State v. State
Headline: Court awards Special Master $201,104.90, orders Montana and Wyoming to split the bill, and urges the states to consider settling because fees may exceed potential recovery.
Holding:
- Orders Montana and Wyoming to split a $201,104.90 payment to the Special Master.
- Warns that fees may exceed potential recovery and urges settlement.
- Sets deadlines for exceptions, replies, and sur-replies.
Summary
Background
A Special Master filed a report about a dispute between the states of Montana and Wyoming over damages. The Master twice asked the parties to say whether the amount at stake justified more litigation, noting that fees and expenses might be higher than any recovery.
Reasoning
The Court accepted the Master’s process, encouraged the parties to think carefully about whether to continue using the Court’s time, and cited a long-standing preference that states try to resolve disputes by agreement. The Court told the Special Master to help the parties seek resolution, including by revisiting how fees and expenses are divided, and mentioned a federal rule as guidance for settlement offers.
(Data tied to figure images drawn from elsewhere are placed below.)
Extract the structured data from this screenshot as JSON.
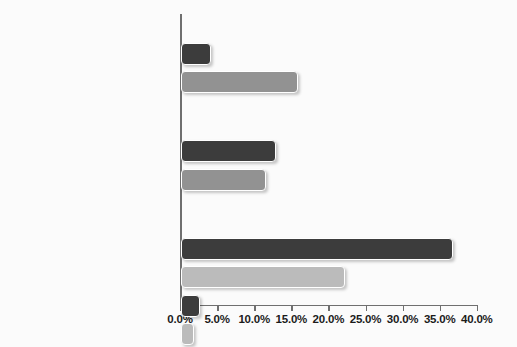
{
  "chart_data": {
    "type": "bar",
    "orientation": "horizontal",
    "title": "",
    "xlabel": "",
    "ylabel": "",
    "xlim": [
      0,
      40
    ],
    "xtick_labels": [
      "0.0%",
      "5.0%",
      "10.0%",
      "15.0%",
      "20.0%",
      "25.0%",
      "30.0%",
      "35.0%",
      "40.0%"
    ],
    "xticks": [
      0,
      5,
      10,
      15,
      20,
      25,
      30,
      35,
      40
    ],
    "grid": false,
    "legend": "none",
    "value_unit": "percent",
    "groups": [
      {
        "name": "Age:",
        "rows": [
          {
            "label": "16–24",
            "value": 4.1,
            "shade": "dark"
          },
          {
            "label": "55–64",
            "value": 15.8,
            "shade": "mid"
          }
        ]
      },
      {
        "name": "Sex:",
        "rows": [
          {
            "label": "Male",
            "value": 12.8,
            "shade": "dark"
          },
          {
            "label": "Female",
            "value": 11.4,
            "shade": "mid"
          }
        ]
      },
      {
        "name": "Industry:",
        "rows": [
          {
            "label": "Government",
            "value": 36.6,
            "shade": "dark"
          },
          {
            "label": "Transportation/utilities",
            "value": 22.1,
            "shade": "light"
          },
          {
            "label": "Professional/business services",
            "value": 2.6,
            "shade": "dark"
          },
          {
            "label": "Financial",
            "value": 1.7,
            "shade": "light"
          }
        ]
      }
    ],
    "categories": [
      "16–24",
      "55–64",
      "Male",
      "Female",
      "Government",
      "Transportation/utilities",
      "Professional/business services",
      "Financial"
    ],
    "values": [
      4.1,
      15.8,
      12.8,
      11.4,
      36.6,
      22.1,
      2.6,
      1.7
    ],
    "colors": {
      "dark": "#3c3c3c",
      "mid": "#929292",
      "light": "#bbbbbb",
      "axis": "#6f6f6f",
      "background": "#fbfbfb",
      "text": "#111111"
    }
  }
}
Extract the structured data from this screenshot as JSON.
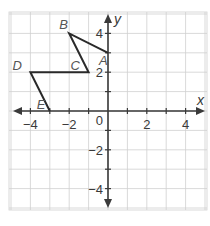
{
  "diagram": {
    "type": "coordinate-plane",
    "x_range": [
      -5,
      5
    ],
    "y_range": [
      -5,
      5
    ],
    "grid_step": 1,
    "x_axis_label": "x",
    "y_axis_label": "y",
    "origin_label": "0",
    "x_tick_labels": [
      {
        "value": -4,
        "label": "−4"
      },
      {
        "value": -2,
        "label": "−2"
      },
      {
        "value": 2,
        "label": "2"
      },
      {
        "value": 4,
        "label": "4"
      }
    ],
    "y_tick_labels": [
      {
        "value": 4,
        "label": "4"
      },
      {
        "value": 2,
        "label": "2"
      },
      {
        "value": -2,
        "label": "−2"
      },
      {
        "value": -4,
        "label": "−4"
      }
    ],
    "vertices": [
      {
        "name": "A",
        "x": 0,
        "y": 3
      },
      {
        "name": "B",
        "x": -2,
        "y": 4
      },
      {
        "name": "C",
        "x": -1,
        "y": 2
      },
      {
        "name": "D",
        "x": -4,
        "y": 2
      },
      {
        "name": "E",
        "x": -3,
        "y": 0
      }
    ],
    "path_order": [
      "A",
      "B",
      "C",
      "D",
      "E"
    ],
    "colors": {
      "grid": "#cfcfcf",
      "axis": "#3a3a3a",
      "figure": "#2a2a2a"
    }
  }
}
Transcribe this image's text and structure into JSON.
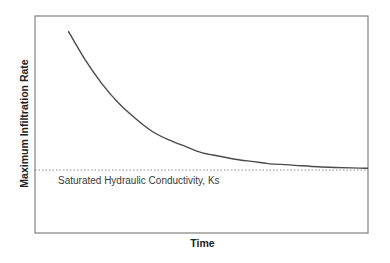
{
  "chart_data": {
    "type": "line",
    "title": "",
    "xlabel": "Time",
    "ylabel": "Maximum Infiltration Rate",
    "xlim": [
      0,
      1
    ],
    "ylim": [
      0,
      1
    ],
    "grid": false,
    "legend": "none",
    "x_ticks": [],
    "y_ticks": [],
    "series": [
      {
        "name": "Infiltration capacity",
        "color": "#4a4a4a",
        "style": "solid",
        "x": [
          0.1,
          0.15,
          0.2,
          0.25,
          0.3,
          0.35,
          0.4,
          0.45,
          0.5,
          0.55,
          0.6,
          0.65,
          0.7,
          0.75,
          0.8,
          0.85,
          0.9,
          0.95,
          1.0
        ],
        "y": [
          0.93,
          0.8,
          0.69,
          0.6,
          0.53,
          0.47,
          0.43,
          0.4,
          0.37,
          0.355,
          0.34,
          0.33,
          0.32,
          0.315,
          0.31,
          0.305,
          0.302,
          0.3,
          0.298
        ]
      }
    ],
    "reference_lines": [
      {
        "name": "Ks",
        "orientation": "horizontal",
        "y": 0.29,
        "style": "dotted",
        "color": "#8c8c8c",
        "label": "Saturated Hydraulic Conductivity, Ks"
      }
    ]
  }
}
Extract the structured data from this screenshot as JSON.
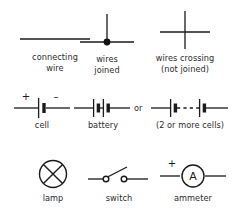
{
  "diagram": {
    "background_color": "#ffffff",
    "ink_color": "#1a1a1a",
    "text_color": "#2b2b2b"
  },
  "rows": [
    {
      "id": "row-wires",
      "items": [
        {
          "id": "connecting-wire",
          "symbol": "plain-horizontal-line",
          "caption_lines": [
            "connecting",
            "wire"
          ]
        },
        {
          "id": "wires-joined",
          "symbol": "tee-junction-with-filled-dot",
          "caption_lines": [
            "wires",
            "joined"
          ]
        },
        {
          "id": "wires-crossing",
          "symbol": "crossing-lines-no-dot",
          "caption_lines": [
            "wires crossing",
            "(not joined)"
          ]
        }
      ]
    },
    {
      "id": "row-cells",
      "items": [
        {
          "id": "cell",
          "symbol": "single-cell-long-short-plate",
          "caption_lines": [
            "cell"
          ],
          "markers": {
            "positive": "+",
            "negative": "–"
          }
        },
        {
          "id": "battery",
          "symbol": "two-cells-in-series",
          "caption_lines": [
            "battery"
          ]
        },
        {
          "id": "multi-cells",
          "symbol": "two-cells-with-dashed-gap",
          "caption_lines": [
            "(2 or more cells)"
          ]
        }
      ],
      "connector_label": "or"
    },
    {
      "id": "row-components",
      "items": [
        {
          "id": "lamp",
          "symbol": "circle-with-diagonal-cross",
          "caption_lines": [
            "lamp"
          ]
        },
        {
          "id": "switch",
          "symbol": "open-switch-two-contacts-and-lever",
          "caption_lines": [
            "switch"
          ]
        },
        {
          "id": "ammeter",
          "symbol": "circle-with-letter-A",
          "caption_lines": [
            "ammeter"
          ],
          "inner_letter": "A",
          "markers": {
            "positive": "+"
          }
        }
      ]
    }
  ]
}
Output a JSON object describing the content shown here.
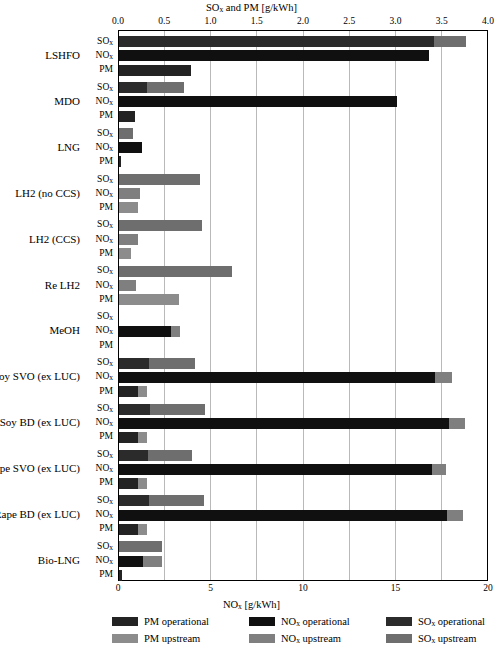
{
  "chart_data": {
    "type": "bar",
    "orientation": "horizontal",
    "title": "",
    "top_axis": {
      "label_html": "SOx and PM [g/kWh]",
      "label_base": "SO",
      "label_sub": "x",
      "label_rest": " and PM [g/kWh]",
      "min": 0.0,
      "max": 4.0,
      "ticks": [
        "0.0",
        "0.5",
        "1.0",
        "1.5",
        "2.0",
        "2.5",
        "3.0",
        "3.5",
        "4.0"
      ],
      "tick_values": [
        0.0,
        0.5,
        1.0,
        1.5,
        2.0,
        2.5,
        3.0,
        3.5,
        4.0
      ]
    },
    "bottom_axis": {
      "label_base": "NO",
      "label_sub": "x",
      "label_rest": " [g/kWh]",
      "min": 0,
      "max": 20,
      "ticks": [
        "0",
        "5",
        "10",
        "15",
        "20"
      ],
      "tick_values": [
        0,
        5,
        10,
        15,
        20
      ]
    },
    "grid": true,
    "series_order": [
      "SOx",
      "NOx",
      "PM"
    ],
    "series_labels": [
      {
        "base": "SO",
        "sub": "x"
      },
      {
        "base": "NO",
        "sub": "x"
      },
      {
        "base": "PM",
        "sub": ""
      }
    ],
    "colors": {
      "pm_operational": "#232323",
      "pm_upstream": "#8c8c8c",
      "nox_operational": "#101010",
      "nox_upstream": "#7f7f7f",
      "sox_operational": "#2b2b2b",
      "sox_upstream": "#6e6e6e",
      "gridline": "#b9b9b9",
      "axis": "#000000"
    },
    "categories": [
      "LSHFO",
      "MDO",
      "LNG",
      "LH2 (no CCS)",
      "LH2 (CCS)",
      "Re LH2",
      "MeOH",
      "Soy SVO (ex LUC)",
      "Soy BD (ex LUC)",
      "Rape SVO (ex LUC)",
      "Rape BD (ex LUC)",
      "Bio-LNG"
    ],
    "values": {
      "LSHFO": {
        "SOx": {
          "operational": 3.4,
          "upstream": 0.35,
          "axis": "top"
        },
        "NOx": {
          "operational": 16.75,
          "upstream": 0.0,
          "axis": "bottom"
        },
        "PM": {
          "operational": 0.78,
          "upstream": 0.0,
          "axis": "top"
        }
      },
      "MDO": {
        "SOx": {
          "operational": 0.3,
          "upstream": 0.4,
          "axis": "top"
        },
        "NOx": {
          "operational": 15.0,
          "upstream": 0.0,
          "axis": "bottom"
        },
        "PM": {
          "operational": 0.17,
          "upstream": 0.0,
          "axis": "top"
        }
      },
      "LNG": {
        "SOx": {
          "operational": 0.0,
          "upstream": 0.15,
          "axis": "top"
        },
        "NOx": {
          "operational": 1.25,
          "upstream": 0.0,
          "axis": "bottom"
        },
        "PM": {
          "operational": 0.02,
          "upstream": 0.0,
          "axis": "top"
        }
      },
      "LH2 (no CCS)": {
        "SOx": {
          "operational": 0.0,
          "upstream": 0.88,
          "axis": "top"
        },
        "NOx": {
          "operational": 0.0,
          "upstream": 1.12,
          "axis": "bottom"
        },
        "PM": {
          "operational": 0.0,
          "upstream": 0.2,
          "axis": "top"
        }
      },
      "LH2 (CCS)": {
        "SOx": {
          "operational": 0.0,
          "upstream": 0.9,
          "axis": "top"
        },
        "NOx": {
          "operational": 0.0,
          "upstream": 1.0,
          "axis": "bottom"
        },
        "PM": {
          "operational": 0.0,
          "upstream": 0.13,
          "axis": "top"
        }
      },
      "Re LH2": {
        "SOx": {
          "operational": 0.0,
          "upstream": 1.22,
          "axis": "top"
        },
        "NOx": {
          "operational": 0.0,
          "upstream": 0.9,
          "axis": "bottom"
        },
        "PM": {
          "operational": 0.0,
          "upstream": 0.65,
          "axis": "top"
        }
      },
      "MeOH": {
        "SOx": {
          "operational": 0.0,
          "upstream": 0.0,
          "axis": "top"
        },
        "NOx": {
          "operational": 2.8,
          "upstream": 0.5,
          "axis": "bottom"
        },
        "PM": {
          "operational": 0.0,
          "upstream": 0.0,
          "axis": "top"
        }
      },
      "Soy SVO (ex LUC)": {
        "SOx": {
          "operational": 0.32,
          "upstream": 0.5,
          "axis": "top"
        },
        "NOx": {
          "operational": 17.1,
          "upstream": 0.9,
          "axis": "bottom"
        },
        "PM": {
          "operational": 0.2,
          "upstream": 0.1,
          "axis": "top"
        }
      },
      "Soy BD (ex LUC)": {
        "SOx": {
          "operational": 0.34,
          "upstream": 0.59,
          "axis": "top"
        },
        "NOx": {
          "operational": 17.85,
          "upstream": 0.85,
          "axis": "bottom"
        },
        "PM": {
          "operational": 0.2,
          "upstream": 0.1,
          "axis": "top"
        }
      },
      "Rape SVO (ex LUC)": {
        "SOx": {
          "operational": 0.31,
          "upstream": 0.48,
          "axis": "top"
        },
        "NOx": {
          "operational": 16.9,
          "upstream": 0.8,
          "axis": "bottom"
        },
        "PM": {
          "operational": 0.2,
          "upstream": 0.1,
          "axis": "top"
        }
      },
      "Rape BD (ex LUC)": {
        "SOx": {
          "operational": 0.32,
          "upstream": 0.6,
          "axis": "top"
        },
        "NOx": {
          "operational": 17.75,
          "upstream": 0.85,
          "axis": "bottom"
        },
        "PM": {
          "operational": 0.2,
          "upstream": 0.1,
          "axis": "top"
        }
      },
      "Bio-LNG": {
        "SOx": {
          "operational": 0.0,
          "upstream": 0.47,
          "axis": "top"
        },
        "NOx": {
          "operational": 1.3,
          "upstream": 1.0,
          "axis": "bottom"
        },
        "PM": {
          "operational": 0.03,
          "upstream": 0.0,
          "axis": "top"
        }
      }
    }
  },
  "legend": {
    "position": "bottom",
    "items": [
      {
        "base": "PM",
        "sub": "",
        "rest": " operational",
        "color_key": "pm_operational",
        "col": 0,
        "row": 0
      },
      {
        "base": "PM",
        "sub": "",
        "rest": " upstream",
        "color_key": "pm_upstream",
        "col": 0,
        "row": 1
      },
      {
        "base": "NO",
        "sub": "x",
        "rest": " operational",
        "color_key": "nox_operational",
        "col": 1,
        "row": 0
      },
      {
        "base": "NO",
        "sub": "x",
        "rest": " upstream",
        "color_key": "nox_upstream",
        "col": 1,
        "row": 1
      },
      {
        "base": "SO",
        "sub": "x",
        "rest": " operational",
        "color_key": "sox_operational",
        "col": 2,
        "row": 0
      },
      {
        "base": "SO",
        "sub": "x",
        "rest": " upstream",
        "color_key": "sox_upstream",
        "col": 2,
        "row": 1
      }
    ]
  }
}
The Court also set a schedule: exceptions to the Report within 45 days, replies within 30 days, and sur-replies within 30 days.
Real world impact
The Court granted the Special Master’s motion for fees and disbursements and awarded $201,104.90 for services from July 2, 2013 through April 30, 2014. That fee award must be paid equally by Montana and Wyoming. The order pushes the states to weigh the cost of further litigation against possible recovery, encourages negotiated settlements, and gives the Special Master authority to revisit fee-sharing arrangements if the parties try to resolve the dispute. If the states choose to continue, the Court’s deadlines will control the next filings.